At 10:51 AM -0400 8/21/03, Charles Mangin imposed structure on a stream of electrons, yielding:
i've followed all the discussion on here about RBLs, blocking relays, only relaying for client IPs, and i think i've managed to lock down my mailserver so it's pretty much (well, maybe 90%) spam free. i'm certainly getting a lot less, and my email address is plastered all over my websites. i've got spam covered, and it's only a matter of tweaking now. many thanks to the list for services rendered.

but how about worms? (worms? viruses? that's so out of left field! what makes you bring that up now?)

is there any functionality in SIMS or a third party app that works in conjunction with SIMS to filter email based on, say file attachment types?


Not really. You could probably design a mail system around the special hooks in Autoshare and code up special message handling that filtered on content before getting the mail to user mailboxes, but that would be a Very Big Project.


something as simple as no .exe, .scr .pif... because most of the worm traffic i've seen looks like legitimate email (though it's forged headers, which confuses me.. i thought sims caught forged headers most of the time?) - it wouldn't even need to filter based on content, just look at file attachments and their names, and i'd be satisfied.

anyhoo, any help would be greatly appreciated.


SIMS doesn't catch anything in message data, whether it is in the headers or the body of the message. Defining 'forgery' in a way that ANY MTA can catch without catching perfectly legitimate way is not possible, because there is no way to know what addresses are legitimate for a particular source.

I have found that the combination of the CBL (http://cbl.abuseat.org) and my rather extreme local blacklist (http://www.scconsult.com/blacklist.shtml) is catching most of the current flood of Sobig wormmail. It would seem that my tendency to toss big blocks of addresses around open proxy or worm spam sources pays off. That is NOT a suggestion that anyone else use my list in particular, but rather that if you maintain a local blacklist you might get good results from the same sort of approach. The rationale is simple: a machine that sends you spam that makes it appear to be an open proxy or wormmail is most likely a carelessly managed Windows machine in someone's home in the midst of an address block that is essentially all similar systems (aside from the occasional Mac...) whose owners have no reason to ever send directly to any mail server other than their provider's. It's a bit harsh, but playing the odds really does work and if you can accept the fact that you might have to poke holes in those ranges at some point, it is quite workable to assume (for example) that blocks of undifferentiated DSL and cable connections are never going to have anything but worms and proxy spam.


What is required
Find every line below with "attitude" in it and give only how many there are.

━━━━━━━━━━

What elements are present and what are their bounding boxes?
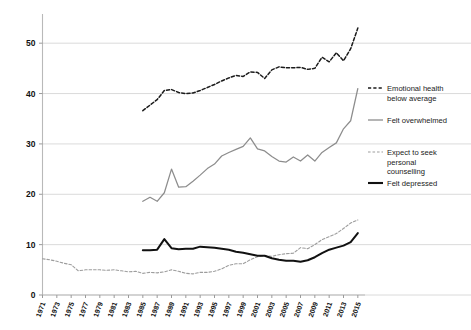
series-line-emotional	[143, 28, 358, 111]
x-tick-label: 1991	[178, 301, 190, 318]
legend-label: below average	[387, 94, 436, 103]
y-tick-label: 40	[26, 89, 36, 99]
y-tick-label: 10	[26, 240, 36, 250]
series-line-overwhelmed	[143, 89, 358, 202]
x-tick-label: 2009	[307, 301, 319, 318]
legend-label: Expect to seek	[387, 148, 437, 157]
legend-label: counselling	[387, 167, 425, 176]
y-tick-label: 20	[26, 189, 36, 199]
x-tick-label: 1989	[164, 301, 176, 318]
chart-container: 01020304050 1971197319751977197919811983…	[0, 0, 471, 330]
x-tick-label: 1983	[121, 301, 133, 318]
y-tick-label: 0	[31, 290, 36, 300]
legend-label: Emotional health	[387, 84, 444, 93]
axes-group	[43, 14, 366, 295]
x-tick-label: 1973	[49, 301, 61, 318]
line-chart: 01020304050 1971197319751977197919811983…	[0, 0, 471, 330]
x-tick-label: 1993	[192, 301, 204, 318]
x-tick-label: 2013	[336, 301, 348, 318]
x-tick-label: 1999	[235, 301, 247, 318]
x-axis-tick-labels: 1971197319751977197919811983198519871989…	[35, 295, 362, 318]
x-tick-label: 1971	[35, 301, 47, 318]
x-tick-label: 1981	[106, 301, 118, 318]
x-tick-label: 1997	[221, 301, 233, 318]
x-tick-label: 2005	[278, 301, 290, 318]
chart-legend: Emotional healthbelow averageFelt overwh…	[368, 84, 447, 188]
x-tick-label: 2003	[264, 301, 276, 318]
x-tick-label: 1979	[92, 301, 104, 318]
legend-label: personal	[387, 158, 416, 167]
x-tick-label: 2015	[350, 301, 362, 318]
y-axis-tick-labels: 01020304050	[26, 38, 42, 300]
x-tick-label: 2001	[250, 301, 262, 318]
data-series-group	[43, 28, 358, 274]
y-tick-label: 50	[26, 38, 36, 48]
x-tick-label: 1985	[135, 301, 147, 318]
legend-label: Felt depressed	[387, 179, 437, 188]
x-tick-label: 2011	[322, 301, 334, 318]
x-tick-label: 1977	[78, 301, 90, 318]
x-tick-label: 2007	[293, 301, 305, 318]
x-tick-label: 1987	[149, 301, 161, 318]
series-line-depressed	[143, 233, 358, 262]
y-tick-label: 30	[26, 139, 36, 149]
x-tick-label: 1975	[63, 301, 75, 318]
x-tick-label: 1995	[207, 301, 219, 318]
legend-label: Felt overwhelmed	[387, 116, 447, 125]
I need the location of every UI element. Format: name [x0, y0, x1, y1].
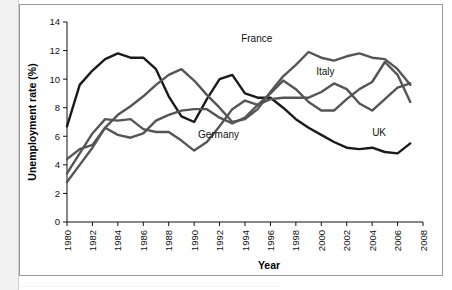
x-tick-marks — [67, 222, 423, 226]
x-tick-labels: 1980198219841986198819901992199419961998… — [62, 230, 429, 251]
y-tick-label: 0 — [55, 216, 60, 227]
x-tick-label: 2004 — [367, 230, 378, 251]
y-tick-label: 10 — [49, 74, 60, 85]
x-tick-label: 2000 — [316, 230, 327, 251]
y-tick-marks — [63, 22, 67, 222]
y-tick-label: 2 — [55, 188, 60, 199]
x-tick-label: 1982 — [87, 230, 98, 251]
series-label-italy: Italy — [316, 66, 334, 77]
caption-fragment-text: …………………………………………………………………………………… — [19, 280, 443, 290]
page-background: 02468101214 1980198219841986198819901992… — [0, 0, 452, 290]
series-label-france: France — [241, 33, 273, 44]
series-paths-group — [67, 52, 410, 182]
y-tick-label: 6 — [55, 131, 60, 142]
x-axis-title: Year — [258, 259, 280, 271]
y-tick-label: 12 — [49, 45, 60, 56]
y-tick-labels: 02468101214 — [49, 16, 60, 227]
x-tick-label: 1994 — [240, 230, 251, 251]
x-tick-label: 1990 — [189, 230, 200, 251]
x-tick-label: 1980 — [62, 230, 73, 251]
page-gutter-strip — [0, 0, 19, 290]
x-tick-label: 1986 — [138, 230, 149, 251]
y-tick-label: 8 — [55, 102, 60, 113]
unemployment-rate-line-chart: 02468101214 1980198219841986198819901992… — [19, 4, 443, 276]
x-tick-label: 2002 — [341, 230, 352, 251]
series-line-france — [67, 52, 410, 182]
y-axis-title: Unemployment rate (%) — [26, 63, 38, 180]
x-tick-label: 1996 — [265, 230, 276, 251]
series-label-uk: UK — [372, 127, 386, 138]
y-tick-label: 14 — [49, 16, 60, 27]
x-tick-label: 2006 — [392, 230, 403, 251]
x-tick-label: 1998 — [290, 230, 301, 251]
x-tick-label: 1988 — [163, 230, 174, 251]
series-line-germany — [67, 62, 410, 173]
y-tick-label: 4 — [55, 159, 60, 170]
series-label-germany: Germany — [198, 129, 239, 140]
x-tick-label: 2008 — [418, 230, 429, 251]
x-tick-label: 1992 — [214, 230, 225, 251]
x-tick-label: 1984 — [112, 230, 123, 251]
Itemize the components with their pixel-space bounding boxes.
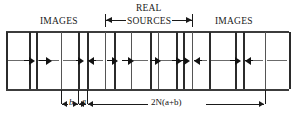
dimension-rule-total-left — [88, 104, 148, 105]
interface-line — [265, 32, 266, 89]
interface-line — [61, 32, 62, 89]
interface-line — [192, 32, 193, 89]
dimension-arrowhead-right — [259, 101, 264, 107]
ray-arrowhead-right — [155, 57, 161, 65]
label-images-right: IMAGES — [215, 16, 253, 26]
label-real: REAL — [136, 3, 162, 13]
real-sources-arrowhead-right — [186, 17, 192, 23]
dimension-label-a: a — [82, 97, 86, 106]
ray-arrowhead-left — [194, 57, 200, 65]
interface-line — [289, 32, 291, 89]
dimension-label-total: 2N(a+b) — [151, 97, 182, 107]
slab-top-boundary — [6, 31, 289, 33]
real-sources-arrowhead-left — [106, 17, 112, 23]
optics-slab-figure: IMAGES REAL SOURCES IMAGES — [0, 0, 295, 120]
axis-dash-segment — [267, 60, 287, 61]
real-sources-bracket-right-tick — [192, 14, 193, 27]
label-images-left: IMAGES — [40, 16, 78, 26]
ray-arrowhead-right — [78, 57, 84, 65]
dimension-arrowhead-right — [73, 101, 78, 107]
ray-arrowhead-right — [29, 57, 35, 65]
slab-bottom-boundary — [6, 89, 289, 91]
interface-line — [105, 32, 106, 89]
dimension-rule-total-right — [206, 104, 264, 105]
ray-arrowhead-right — [184, 57, 190, 65]
ray-arrowhead-right — [235, 57, 241, 65]
ray-arrowhead-left — [245, 57, 251, 65]
label-sources: SOURCES — [127, 16, 171, 26]
ray-arrowhead-right — [128, 57, 134, 65]
dimension-tick — [265, 90, 266, 104]
ray-arrowhead-right — [46, 57, 52, 65]
axis-dash-segment — [63, 60, 76, 61]
dimension-arrowhead-left — [62, 101, 67, 107]
axis-dash-segment — [133, 60, 148, 61]
ray-arrowhead-left — [88, 57, 94, 65]
ray-arrowhead-right — [112, 57, 118, 65]
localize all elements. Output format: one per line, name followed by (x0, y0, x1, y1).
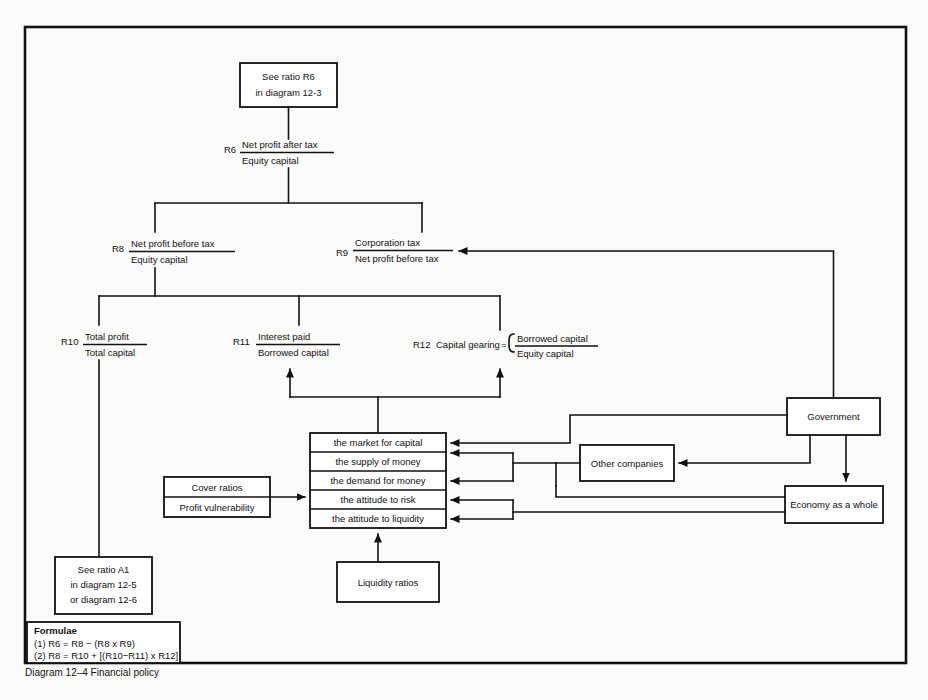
ratio-r9-denominator: Net profit before tax (355, 253, 439, 264)
cover-ratios-row-cover-ratios: Cover ratios (191, 482, 242, 493)
ratio-r12-numerator: Borrowed capital (517, 333, 588, 344)
ratio-r11-denominator: Borrowed capital (258, 347, 329, 358)
formulae-line-2: (2) R8 = R10 + [(R10−R11) x R12] (34, 650, 178, 661)
diagram-page: See ratio R6 in diagram 12-3 R6 Net prof… (0, 0, 928, 700)
ratio-r12-brace (509, 334, 514, 352)
edge-other-companies-bottom-loop (556, 486, 785, 497)
ratio-r11-label: R11 (233, 336, 250, 347)
ratio-r6-denominator: Equity capital (242, 155, 299, 166)
ratio-r12-name: Capital gearing (436, 339, 500, 350)
factor-row-demand-for-money: the demand for money (330, 475, 425, 486)
ratio-r10-label: R10 (61, 336, 78, 347)
ratio-r8-denominator: Equity capital (131, 254, 188, 265)
ratio-r8-numerator: Net profit before tax (131, 238, 215, 249)
see-ratio-r6-box (240, 63, 337, 107)
other-companies-label: Other companies (591, 458, 664, 469)
see-ratio-a1-line1: See ratio A1 (78, 564, 130, 575)
see-ratio-r6-line2: in diagram 12-3 (255, 87, 321, 98)
formulae-line-1: (1) R6 = R8 − (R8 x R9) (34, 638, 135, 649)
ratio-r6-numerator: Net profit after tax (242, 139, 318, 150)
government-label: Government (807, 411, 860, 422)
ratio-r8-label: R8 (112, 243, 124, 254)
economy-label: Economy as a whole (790, 499, 878, 510)
see-ratio-r6-line1: See ratio R6 (262, 71, 315, 82)
factor-row-supply-of-money: the supply of money (335, 456, 420, 467)
ratio-r10-numerator: Total profit (85, 331, 129, 342)
liquidity-ratios-label: Liquidity ratios (358, 577, 419, 588)
ratio-r10-denominator: Total capital (85, 347, 135, 358)
factor-row-attitude-to-liquidity: the attitude to liquidity (332, 513, 424, 524)
edge-government-to-r9 (459, 251, 834, 398)
factor-row-attitude-to-risk: the attitude to risk (341, 494, 416, 505)
formulae-heading: Formulae (34, 625, 77, 636)
ratio-r11-numerator: Interest paid (258, 331, 310, 342)
ratio-r12-label: R12 (413, 339, 430, 350)
ratio-r9-label: R9 (336, 247, 348, 258)
financial-policy-diagram: See ratio R6 in diagram 12-3 R6 Net prof… (0, 0, 928, 700)
edge-government-to-other-companies (679, 435, 810, 463)
see-ratio-a1-line2: in diagram 12-5 (70, 579, 136, 590)
ratio-r12-equals: = (501, 339, 507, 350)
edge-government-to-market-for-capital (451, 415, 787, 443)
factor-row-market-for-capital: the market for capital (334, 437, 423, 448)
ratio-r9-numerator: Corporation tax (355, 237, 420, 248)
see-ratio-a1-line3: or diagram 12-6 (70, 594, 137, 605)
diagram-caption: Diagram 12–4 Financial policy (25, 667, 159, 678)
ratio-r6-label: R6 (224, 144, 236, 155)
cover-ratios-row-profit-vulnerability: Profit vulnerability (180, 502, 255, 513)
ratio-r12-denominator: Equity capital (517, 348, 574, 359)
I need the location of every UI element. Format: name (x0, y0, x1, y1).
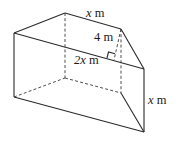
label-top-edge: x m (85, 6, 105, 20)
hidden-edge-bottom-left (14, 78, 65, 97)
label-base: 2x m (74, 53, 99, 67)
edge-bottom-front (14, 97, 144, 132)
edge-bottom-right (121, 93, 144, 132)
edge-apex-right (121, 29, 144, 69)
hidden-edge-bottom-back (65, 78, 121, 93)
hidden-edges (14, 13, 121, 97)
altitude-line (114, 29, 121, 60)
right-angle-marker (107, 52, 115, 58)
edge-top-left (14, 13, 65, 33)
prism-diagram: x m 4 m 2x m x m (0, 0, 178, 148)
label-height: 4 m (94, 30, 113, 44)
label-side: x m (147, 93, 167, 107)
visible-edges (14, 13, 144, 132)
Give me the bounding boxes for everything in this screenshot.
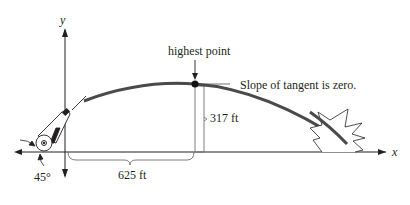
distance-brace bbox=[68, 152, 194, 165]
height-label: 317 ft bbox=[210, 112, 238, 124]
projectile-diagram bbox=[0, 0, 410, 205]
x-axis-label: x bbox=[392, 146, 397, 158]
y-axis-arrow-icon bbox=[62, 28, 68, 37]
x-axis-left-arrow-icon bbox=[14, 149, 22, 155]
height-bracket bbox=[197, 86, 204, 152]
y-axis-label: y bbox=[60, 14, 65, 26]
slope-note: Slope of tangent is zero. bbox=[240, 79, 356, 91]
distance-label: 625 ft bbox=[118, 169, 146, 181]
explosion-icon bbox=[310, 109, 365, 152]
pointer-arrow-icon bbox=[192, 73, 198, 80]
angle-label: 45° bbox=[34, 171, 51, 183]
cannon-icon bbox=[36, 96, 86, 151]
y-axis-down-arrow-icon bbox=[62, 169, 68, 178]
y-axis bbox=[62, 28, 68, 178]
highest-point-marker bbox=[192, 81, 199, 88]
x-axis-arrow-icon bbox=[378, 149, 386, 155]
highest-point-label: highest point bbox=[168, 45, 230, 57]
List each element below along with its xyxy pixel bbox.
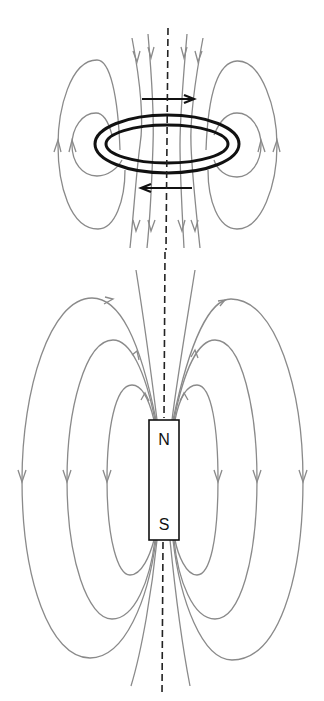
south-pole-label: S xyxy=(159,516,170,533)
symmetry-axis-lower xyxy=(164,252,165,418)
loop-field-line-center-right-inner xyxy=(180,34,187,248)
magnet-field-line-top-right-open xyxy=(172,270,195,420)
loop-field-line-center-left-outer xyxy=(130,38,142,248)
magnet-field-line-bottom-right-open xyxy=(170,540,190,686)
arrow-down-icon xyxy=(191,220,198,231)
arrow-down-icon xyxy=(133,51,140,62)
magnet-field-line-right-middle xyxy=(174,340,257,619)
magnet-field-line-left-inner xyxy=(107,385,154,575)
north-pole-label: N xyxy=(158,431,170,448)
arrow-down-icon xyxy=(133,220,140,231)
arrow-up-icon xyxy=(141,393,149,401)
arrow-down-icon xyxy=(195,51,202,62)
arrow-down-icon xyxy=(181,47,187,58)
loop-field-line-right-outer xyxy=(206,61,277,229)
loop-field-line-center-right-outer xyxy=(191,38,203,248)
arrow-up-icon xyxy=(180,393,188,401)
loop-field-line-center-left-inner xyxy=(147,34,153,248)
loop-field-line-left-outer xyxy=(58,60,125,229)
magnet-field-line-right-inner xyxy=(175,385,218,575)
magnet-field-line-bottom-left-open xyxy=(131,540,157,686)
arrow-down-icon xyxy=(148,47,154,58)
loop-field-line-left-inner xyxy=(72,113,122,176)
symmetry-axis-bottom xyxy=(162,542,163,695)
magnet-field-line-left-middle xyxy=(67,340,155,619)
arrow-down-icon xyxy=(178,220,185,231)
symmetry-axis xyxy=(166,28,168,250)
magnetic-field-diagram: N S xyxy=(0,0,324,701)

━━━━━━━━━━

Response area
2